Meg Piorko’s Weekly Pick
Meg Piorko’s Weekly Pick: The Snow People by Marie Herbert
In honor of Native American heritage month I will be highlighting materials in our Distinctive Collections relating to Indigenous peoples and experiences.
The Snow People (1973) is a self-published, firsthand account of Marie Herbert’s experience living among the Inuit people for one year with her explorer husband, Wally Herbert, and their young child. Wally Herbert specialized in exploring lands considered the most remote and uncharted by Europeans.

Front cover, The Snow People
Wally’s goal in living among the indigenous people of northwest Greenland was to document their “vanishing culture”. Rather than record their lives via film or other technology-based documentary methods, the Herbert family attempted to assimilate with the Inuit people. Marie, Wally, and their ten-month old baby lived in a hut on a settlement located 90 miles north of a U.S. airbase, isolated by a frozen sea.

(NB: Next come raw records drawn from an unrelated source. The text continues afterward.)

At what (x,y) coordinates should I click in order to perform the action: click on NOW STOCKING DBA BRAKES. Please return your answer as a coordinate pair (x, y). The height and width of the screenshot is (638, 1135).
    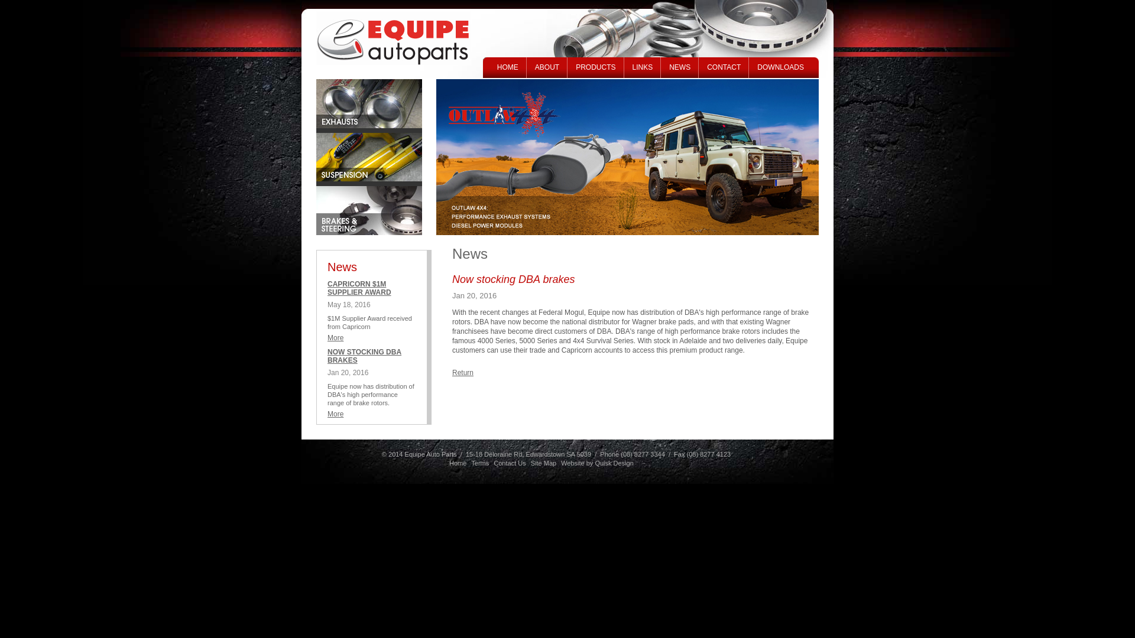
    Looking at the image, I should click on (364, 356).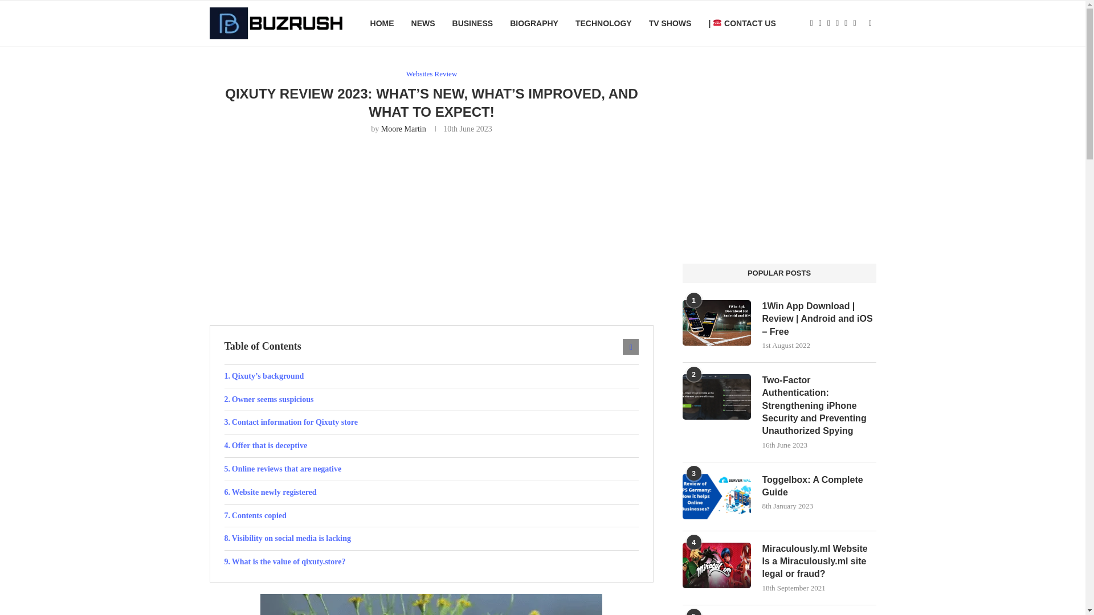 This screenshot has height=615, width=1094. What do you see at coordinates (670, 23) in the screenshot?
I see `TV SHOWS` at bounding box center [670, 23].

The Herbert’s did however take personal photos of their time with the Inuit.
In her book, Marie Herbert recounts the domestic experience of living as an Inuit woman. She learned skills such as how to collect ice for fresh water, skin a fox, make sealskin shoes and polar-bear pants, guide a sledge through hazardous rocks and ice, net migrating birds, make dog harnesses, and more! Marie’s daughter Kari learned to speak the local Inuit language before she could speak English.
What does Inuit language Inuktitut sound like? Click here for recordings of people speaking Inuktitut

Portraits of Inuit women and an Inuit man holding the Herbert’s baby
This and other arctic Distinctive Collections materials are part of the Jamie Wheeler Collection recently acquired by Falvey.
What to learn more about this new collection?
Check out the digital special collection exhibit, “That Fairytale of Ice”: Polar Exploration in Mind and Memory, curated by Distinctive Collections librarian Rebecca Oviedo.